Shia LaBeouf
Shia LaBeoufReuters

Hollywood star Shia LaBeouf, born to a Jewish mother and a Christian father, has recently suffered an "existential crisis" while displaying ever stranger and stranger behavior, including plagiarism and disorderly conduct.

Speaking to Interview Magazine, the child actor who launched his career at the age of 12 and made it big with the Transformers series revealed the latest in his series of unexpected moves - converting to Christianity.

LaBeouf's decision to convert came while playing Boyd "Bible" Swan, a devout Christian in his new World War II movie Fury that was released this month, and which he filmed with co-star Brad Pitt and under director David Ayer.

"I found God doing Fury. I became a Christian man, and not in a (expletive) (expletive) way - in a very real way," LaBeouf told the magazine. "I could have just said the prayers that were on the page. But it was a real thing that really saved me."

The actor continued "it’s a full-blown exchange of heart, a surrender of control. And while there’s beauty to that, acting is all about control. So that was a wild thing to navigate. I had good people around me who helped me. Brad (Pitt) was really instrumental in guiding my head through this."

Pitt was raised in an evangelical family, but left the religion while maintaining his spirituality, while LaBeouf says Ayer "is a full subscriber to Christianity...these two diametrically opposed positions both lead to the same spot, and I really looked up to both men."

This was not the only startling change LaBeouf made to get into his role for the movie - he also had a tooth removed, cut his own face with a knife repeatedly to put scars on his face, and got a tattoo.

"I kept thinking, 'oh, man, something has to happen,'" LaBeouf said in the interview. "So, I took this tooth out. I tattooed ‘Surrender to Jesus,’ and I felt that. Yeah, you give it everything you got."

A "cocky" Jew going through crisis?

LaBeouf had previously described himself as both Jewish and Christian, saying he was raised on "both sides," having a Bar Mitzvah ceremony and also being baptized.

In contributing to a book called "I am Jewish" in 2004, he wrote it was "beneficial to be Jewish" and that he had a "personal relationship with God that happens to work within the confines of Judaism."

The actor also wrote "really, I feel cocky when I say I am Jewish, not bad cocky, but good cocky. Because what I am really saying is that I am one of the few chosen ones out there."

However, in recent months LaBeouf has been spiraling in ever more bizarre displays accompanied by checking into rehab, after being arrested in New York for criminal trespassing, disorderly conduct and harassment for shouting out curses during a Broadway performance of Cabaret.

LaBeouf was also found to have plagiarized his 2012 short film HowardCantour.com from Daniel Clowes's 2007 graphic novel Justin M. Damiano, and he apologized for it on Twitter - with apparently plagiarized apologies.

He also appeared at the Oscars with a brown paper bag over his head with "I'm not famous anymore" written on it, part of a performance art installation in which he had people come into a room where he sat in a chair with the bag over his head crying.

"I’ve been going through an existential crisis,” LaBeouf admitted to Interview Magazine. “If you look at my behavior, it’s been motivated by a certain discourse. Metamodernism has influenced a lot of my action in the public in this last year and a half - the idea of diametrically opposed ideas happening all at once: the irony and the sincerity, birth and death, the immediacy and the obsolescence."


### [EXERCISE PROMPT]
Return each entry word for word and skip its pictures.

### [RECORD EXTRACTS]
+-------+

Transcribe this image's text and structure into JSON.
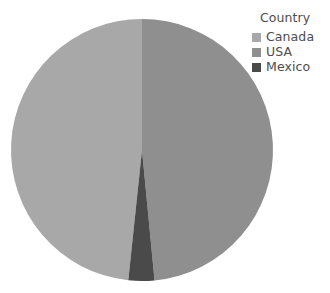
{
  "chart_data": {
    "type": "pie",
    "title": "",
    "legend_title": "Country",
    "legend_position": "top-right",
    "grid": false,
    "categories": [
      "Canada",
      "USA",
      "Mexico"
    ],
    "values": [
      48.5,
      48.5,
      3.0
    ],
    "value_unit": "percent",
    "slices": [
      {
        "label": "Canada",
        "value": 48.5,
        "color": "#a8a8a8",
        "start_angle_deg": 186,
        "end_angle_deg": 360
      },
      {
        "label": "USA",
        "value": 48.5,
        "color": "#8f8f8f",
        "start_angle_deg": 0,
        "end_angle_deg": 174.5
      },
      {
        "label": "Mexico",
        "value": 3.0,
        "color": "#4a4a4a",
        "start_angle_deg": 174.5,
        "end_angle_deg": 186
      }
    ],
    "geometry": {
      "center_x": 142,
      "center_y": 150,
      "radius": 131
    },
    "background_color": "#ffffff",
    "text_color": "#4d4d4d"
  },
  "legend": {
    "title": "Country",
    "items": [
      {
        "label": "Canada",
        "color": "#a8a8a8"
      },
      {
        "label": "USA",
        "color": "#8f8f8f"
      },
      {
        "label": "Mexico",
        "color": "#4a4a4a"
      }
    ]
  }
}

+-------+

### [EXERCISE ANSWER]
Transcribe this image's text and structure into JSON.
{
  "chart_data": {
    "type": "pie",
    "title": "",
    "legend_title": "Country",
    "legend_position": "top-right",
    "grid": false,
    "categories": [
      "Canada",
      "USA",
      "Mexico"
    ],
    "values": [
      48.5,
      48.5,
      3.0
    ],
    "value_unit": "percent",
    "slices": [
      {
        "label": "Canada",
        "value": 48.5,
        "color": "#a8a8a8",
        "start_angle_deg": 186,
        "end_angle_deg": 360
      },
      {
        "label": "USA",
        "value": 48.5,
        "color": "#8f8f8f",
        "start_angle_deg": 0,
        "end_angle_deg": 174.5
      },
      {
        "label": "Mexico",
        "value": 3.0,
        "color": "#4a4a4a",
        "start_angle_deg": 174.5,
        "end_angle_deg": 186
      }
    ],
    "geometry": {
      "center_x": 142,
      "center_y": 150,
      "radius": 131
    },
    "background_color": "#ffffff",
    "text_color": "#4d4d4d"
  },
  "legend": {
    "title": "Country",
    "items": [
      {
        "label": "Canada",
        "color": "#a8a8a8"
      },
      {
        "label": "USA",
        "color": "#8f8f8f"
      },
      {
        "label": "Mexico",
        "color": "#4a4a4a"
      }
    ]
  }
}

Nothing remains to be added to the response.